Raker is a generic freelance operative who works for a generic shadowy government agency. His mission - stop the Black Liberation Army's plot to murder White police officers.  Both the plot and the means of solving it are needlessly complicated, and these unnecessary complications compose the bulk of the wordage.

The BLA and their Jewish civil rights attorney partner use various social engineering and computer hacking techniques to get the duty rosters of various police agencies to determine which cops are White and what their beats are.  They call in a fake domestic violence call then ambush the cops in a shotgun attack.  When they could have just made the fake call and call of the ambush if both the cops weren't White.

Raker uses similar convoluted means to catch the assassins.  He guesses what city might be next, uses surreptitious methods to look at the duty rosters, listens in to the police band hoping to catch the fake call, and tries to rush out to to the scene before the police. He doesn't seek cooperation with the police because he figures they're busy.

Clumsy prose, bad story, not much action, though the descriptions of shotgun wounds are suitably lurid.

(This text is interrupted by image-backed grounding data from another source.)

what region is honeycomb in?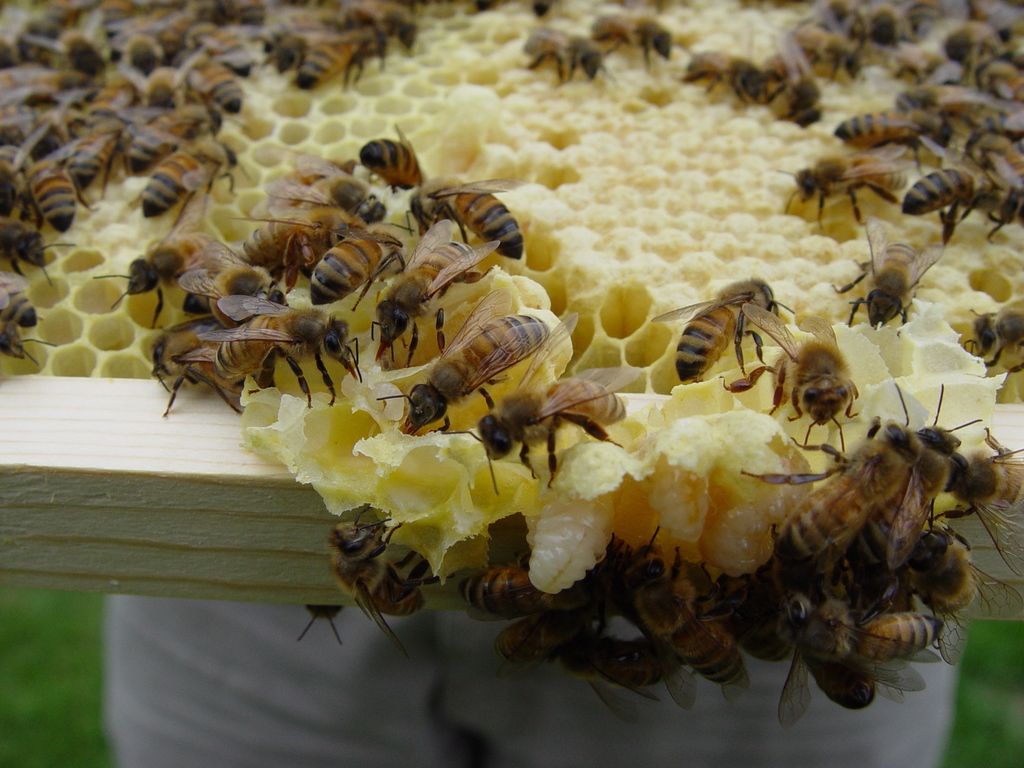
crop(0, 0, 1023, 595).
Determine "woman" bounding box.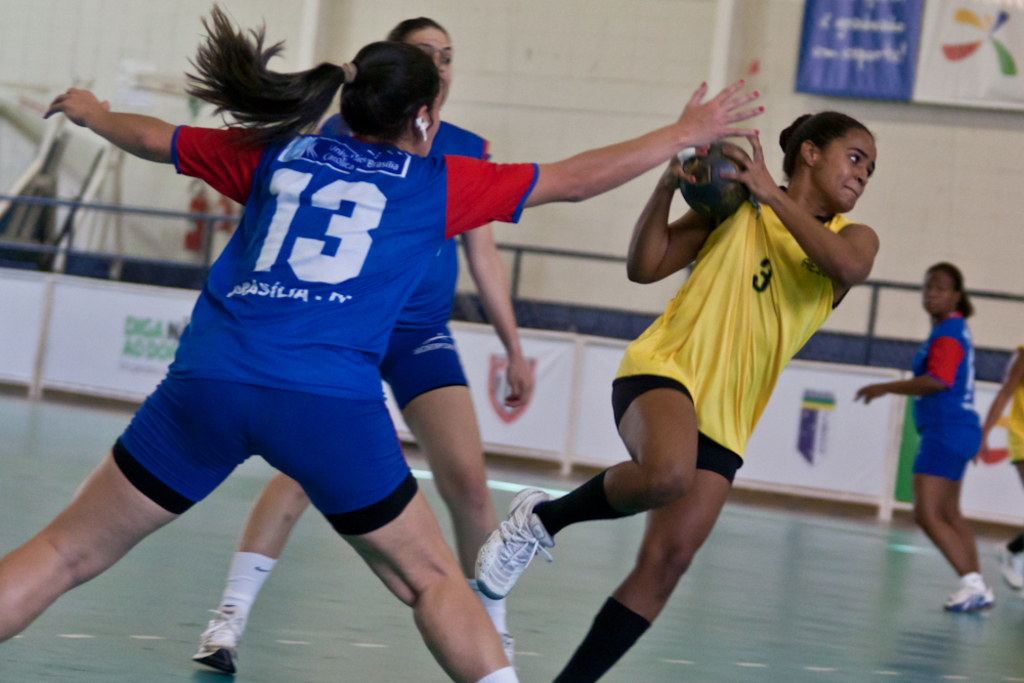
Determined: [x1=872, y1=246, x2=1010, y2=615].
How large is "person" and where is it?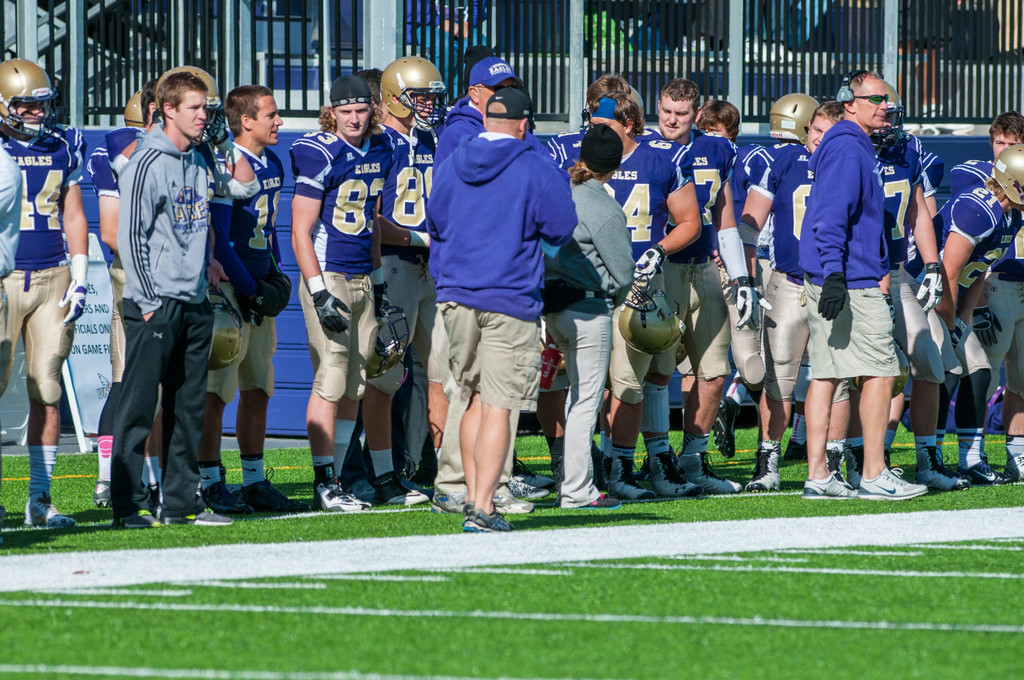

Paperback Warrior identifies the author as Lee Hays, who wrote novelizations including Columbo, Harry O, and Black Christmas.

Saturday, May 8, 2021

Late 80s USA Network

The USA Network weekend lineup was the best thing to come out of the latter half of the 1980s. I can say without reservation it did more to shape my psyche than my church, school, family, or peers.  Starting at noon you had two horror movies as part of Commander USA's Groovie Movies.


While these tended more to the campy side, at 8 we had Saturday Nightmares with stronger stuff.

 

After the feature, there was an anthology show like Alfred Hitchcock Presents, the Hitchhiker, and Ray Bradbury Theater.  Later still at 11 there were some psychotronic movies mixed in with music videos and shorts under the Night Flight banner.


This went on until 7 AM, though the example I looked at had the two movies repeated.  Then it was time for a five hour cartoon block on the Cartoon Express.


Next, an hour of WWF Wrestling, then Kung Fu Theater


At times there was another Commander USA - from memory, these didn't have original host segments, only generic bumpers, like the Commander USA Rap.


In just over a 24 hour period on July 5th, 1988, you could have watched:

The Man and the Monster
Simon, King of Witches
Alone in the Dark
Terror of Tiny Town
Killers From Space
Black List
Barbarella

Wednesday, May 5, 2021

Heavies: Al Leong and Donald Li

 Al Leong and Donald Li in the Equalizer.  The two were also in Big Trouble in Little China and Rapid Fire.




Monday, May 3, 2021

AirZone - City Square Mall - Singapore

 Love seeing slides and cargo nets in the middle of spaces malls and airports. I want to see these elements worked in everywhere into everyday life.  Also, lazy rivers should be a form of public transportation.

Sunday, May 2, 2021

Series Showdown: Vikings vs Slaves of the Empire

 Rome falls to barbarians from the north. The Vikings hack and slash their way to the next round.